**RECORD EXTRACTS**
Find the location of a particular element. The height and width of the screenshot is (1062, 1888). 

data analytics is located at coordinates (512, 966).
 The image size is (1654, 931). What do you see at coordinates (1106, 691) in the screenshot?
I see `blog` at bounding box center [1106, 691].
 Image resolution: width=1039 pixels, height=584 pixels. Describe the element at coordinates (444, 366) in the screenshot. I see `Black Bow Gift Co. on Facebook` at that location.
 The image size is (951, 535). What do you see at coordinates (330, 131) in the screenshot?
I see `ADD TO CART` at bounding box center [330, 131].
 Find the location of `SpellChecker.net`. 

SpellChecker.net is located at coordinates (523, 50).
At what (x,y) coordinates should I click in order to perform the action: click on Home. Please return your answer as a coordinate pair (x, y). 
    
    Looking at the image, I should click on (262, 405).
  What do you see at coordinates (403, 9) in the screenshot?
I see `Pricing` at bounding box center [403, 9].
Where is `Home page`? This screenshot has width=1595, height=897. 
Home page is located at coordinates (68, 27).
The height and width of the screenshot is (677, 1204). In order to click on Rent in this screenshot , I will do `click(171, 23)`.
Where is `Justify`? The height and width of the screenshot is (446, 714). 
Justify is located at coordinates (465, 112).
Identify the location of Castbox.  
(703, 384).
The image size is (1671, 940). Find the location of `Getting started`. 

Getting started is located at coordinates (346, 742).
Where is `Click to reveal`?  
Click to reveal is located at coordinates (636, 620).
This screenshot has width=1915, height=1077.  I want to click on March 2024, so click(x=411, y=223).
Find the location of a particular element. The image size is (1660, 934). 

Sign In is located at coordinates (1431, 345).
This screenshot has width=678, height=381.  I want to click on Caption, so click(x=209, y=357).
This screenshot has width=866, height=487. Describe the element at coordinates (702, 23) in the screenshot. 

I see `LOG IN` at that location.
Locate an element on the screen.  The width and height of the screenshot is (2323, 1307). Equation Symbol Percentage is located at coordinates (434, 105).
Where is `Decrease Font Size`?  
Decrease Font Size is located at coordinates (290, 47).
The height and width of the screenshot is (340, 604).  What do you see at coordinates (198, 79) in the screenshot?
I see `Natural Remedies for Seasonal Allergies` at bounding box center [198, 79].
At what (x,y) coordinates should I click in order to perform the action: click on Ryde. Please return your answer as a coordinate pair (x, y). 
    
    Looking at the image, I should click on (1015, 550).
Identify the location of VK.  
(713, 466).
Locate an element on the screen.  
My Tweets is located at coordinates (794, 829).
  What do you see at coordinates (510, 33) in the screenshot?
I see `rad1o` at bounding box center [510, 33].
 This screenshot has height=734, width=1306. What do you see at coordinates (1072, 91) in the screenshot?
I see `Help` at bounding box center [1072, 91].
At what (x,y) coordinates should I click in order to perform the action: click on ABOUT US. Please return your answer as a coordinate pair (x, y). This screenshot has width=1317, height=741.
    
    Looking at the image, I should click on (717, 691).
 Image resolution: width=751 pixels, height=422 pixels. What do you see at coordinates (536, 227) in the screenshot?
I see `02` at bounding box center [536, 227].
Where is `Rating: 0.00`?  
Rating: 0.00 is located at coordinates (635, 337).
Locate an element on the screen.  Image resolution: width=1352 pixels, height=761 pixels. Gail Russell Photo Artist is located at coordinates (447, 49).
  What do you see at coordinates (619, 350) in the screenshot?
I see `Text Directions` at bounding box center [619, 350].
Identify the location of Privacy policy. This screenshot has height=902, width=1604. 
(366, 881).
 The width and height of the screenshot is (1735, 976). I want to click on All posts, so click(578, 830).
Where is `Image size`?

**BRIEF**
Retype each record above so that every word stays exactly the same.

**WRITTEN SOLUTION**
Find the location of a particular element. The height and width of the screenshot is (1062, 1888). 

data analytics is located at coordinates (512, 966).
 The image size is (1654, 931). What do you see at coordinates (1106, 691) in the screenshot?
I see `blog` at bounding box center [1106, 691].
 Image resolution: width=1039 pixels, height=584 pixels. Describe the element at coordinates (444, 366) in the screenshot. I see `Black Bow Gift Co. on Facebook` at that location.
 The image size is (951, 535). What do you see at coordinates (330, 131) in the screenshot?
I see `ADD TO CART` at bounding box center [330, 131].
 Find the location of `SpellChecker.net`. 

SpellChecker.net is located at coordinates (523, 50).
At what (x,y) coordinates should I click in order to perform the action: click on Home. Please return your answer as a coordinate pair (x, y). 
    
    Looking at the image, I should click on (262, 405).
  What do you see at coordinates (403, 9) in the screenshot?
I see `Pricing` at bounding box center [403, 9].
Where is `Home page`? This screenshot has width=1595, height=897. 
Home page is located at coordinates (68, 27).
The height and width of the screenshot is (677, 1204). In order to click on Rent in this screenshot , I will do `click(171, 23)`.
Where is `Justify`? The height and width of the screenshot is (446, 714). 
Justify is located at coordinates (465, 112).
Identify the location of Castbox.  
(703, 384).
The image size is (1671, 940). Find the location of `Getting started`. 

Getting started is located at coordinates (346, 742).
Where is `Click to reveal`?  
Click to reveal is located at coordinates (636, 620).
This screenshot has width=1915, height=1077.  I want to click on March 2024, so click(x=411, y=223).
Find the location of a particular element. The image size is (1660, 934). 

Sign In is located at coordinates (1431, 345).
This screenshot has width=678, height=381.  I want to click on Caption, so click(x=209, y=357).
This screenshot has width=866, height=487. Describe the element at coordinates (702, 23) in the screenshot. 

I see `LOG IN` at that location.
Locate an element on the screen.  The width and height of the screenshot is (2323, 1307). Equation Symbol Percentage is located at coordinates (434, 105).
Where is `Decrease Font Size`?  
Decrease Font Size is located at coordinates (290, 47).
The height and width of the screenshot is (340, 604).  What do you see at coordinates (198, 79) in the screenshot?
I see `Natural Remedies for Seasonal Allergies` at bounding box center [198, 79].
At what (x,y) coordinates should I click in order to perform the action: click on Ryde. Please return your answer as a coordinate pair (x, y). 
    
    Looking at the image, I should click on (1015, 550).
Identify the location of VK.  
(713, 466).
Locate an element on the screen.  
My Tweets is located at coordinates (794, 829).
  What do you see at coordinates (510, 33) in the screenshot?
I see `rad1o` at bounding box center [510, 33].
 This screenshot has height=734, width=1306. What do you see at coordinates (1072, 91) in the screenshot?
I see `Help` at bounding box center [1072, 91].
At what (x,y) coordinates should I click in order to perform the action: click on ABOUT US. Please return your answer as a coordinate pair (x, y). This screenshot has width=1317, height=741.
    
    Looking at the image, I should click on (717, 691).
 Image resolution: width=751 pixels, height=422 pixels. What do you see at coordinates (536, 227) in the screenshot?
I see `02` at bounding box center [536, 227].
Where is `Rating: 0.00`?  
Rating: 0.00 is located at coordinates (635, 337).
Locate an element on the screen.  Image resolution: width=1352 pixels, height=761 pixels. Gail Russell Photo Artist is located at coordinates (447, 49).
  What do you see at coordinates (619, 350) in the screenshot?
I see `Text Directions` at bounding box center [619, 350].
Identify the location of Privacy policy. This screenshot has height=902, width=1604. 
(366, 881).
 The width and height of the screenshot is (1735, 976). I want to click on All posts, so click(578, 830).
Where is `Image size`?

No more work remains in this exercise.